Trevor we managed very well with our skills, knowledge and financing of large infrastructure projects such as power stations, schools, hospitals, roads etc up until some nitwits decided to start deferring new builds and maintenance in favour of tax cuts and the stupid belief that Government Services such as energy, rail, coastal shipping, health, etc should either be privatized or return a dividend to the government. Then we added insult to injury by allowing John Key to improve our GDP by the importation of people as opposed to a real improvement in productivity.
He and English did irreparable damage to our economy following on from previous National Governments.

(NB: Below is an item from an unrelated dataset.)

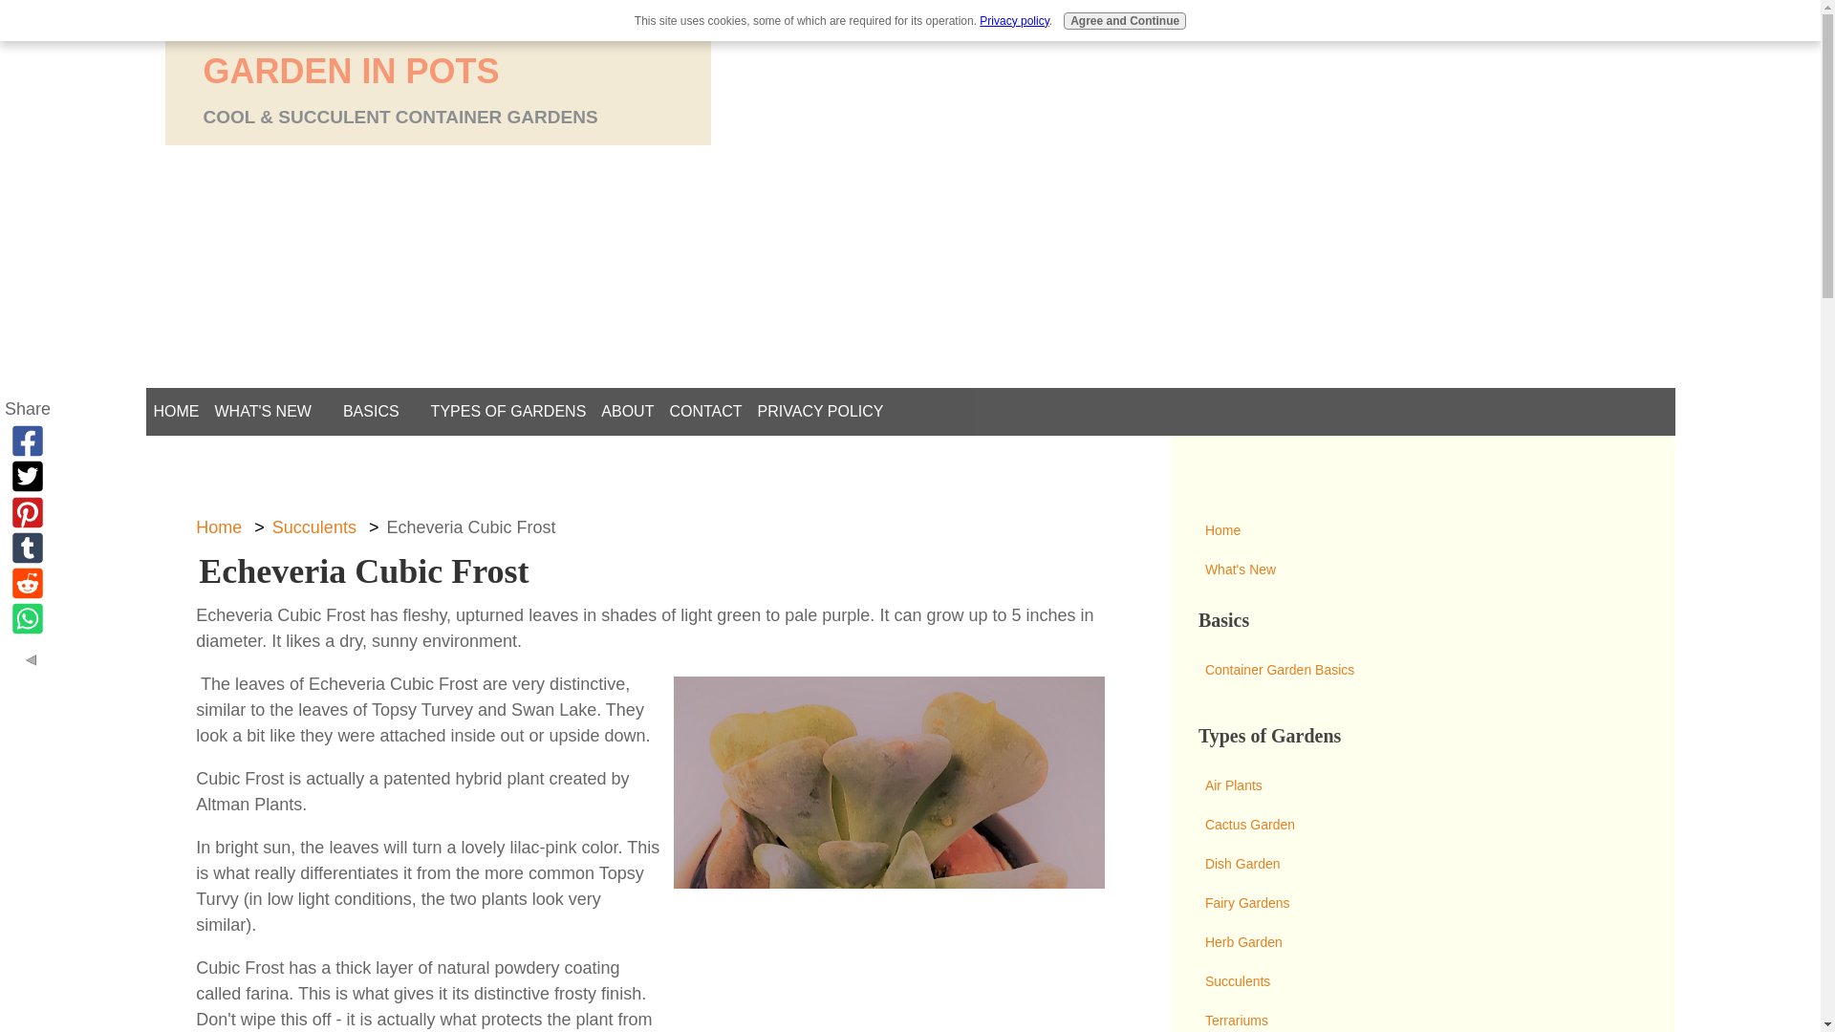 This screenshot has width=1835, height=1032. What do you see at coordinates (1422, 530) in the screenshot?
I see `Home` at bounding box center [1422, 530].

The obsession with keeping Government debt to levels most households and business will never achieve and using that obsession to promote the smoke and mirrors of PPPs and immigration to apparently increase GDP is inherently dishonest and will never alter the fact that we have been seduced by manipulation of our own personal greed and stupidity while allowing our infrastructure and social consciousness to be destroyed.
What we really need is a politician to ask us do we want world leading infrastructure and social norms and are we prepared to pay for it now or do we want to continue to kick these issues down the road further while bitching and moaning about how shit our hospital or school or police stations are.
We can’t go on forever putting our own personal circumstances up front when we know that our Politicians are trying to look as if they are helping us when in fact they are hindering all but their donors and benefactors.
We will be paying for the likes of Transmission Gully from future taxes when in fact the Government could have financed that either by way of loans, repaid by tolls or as some have suggested
just print the money. Not hard after all most other countries do it and according to our media are so much better off than us.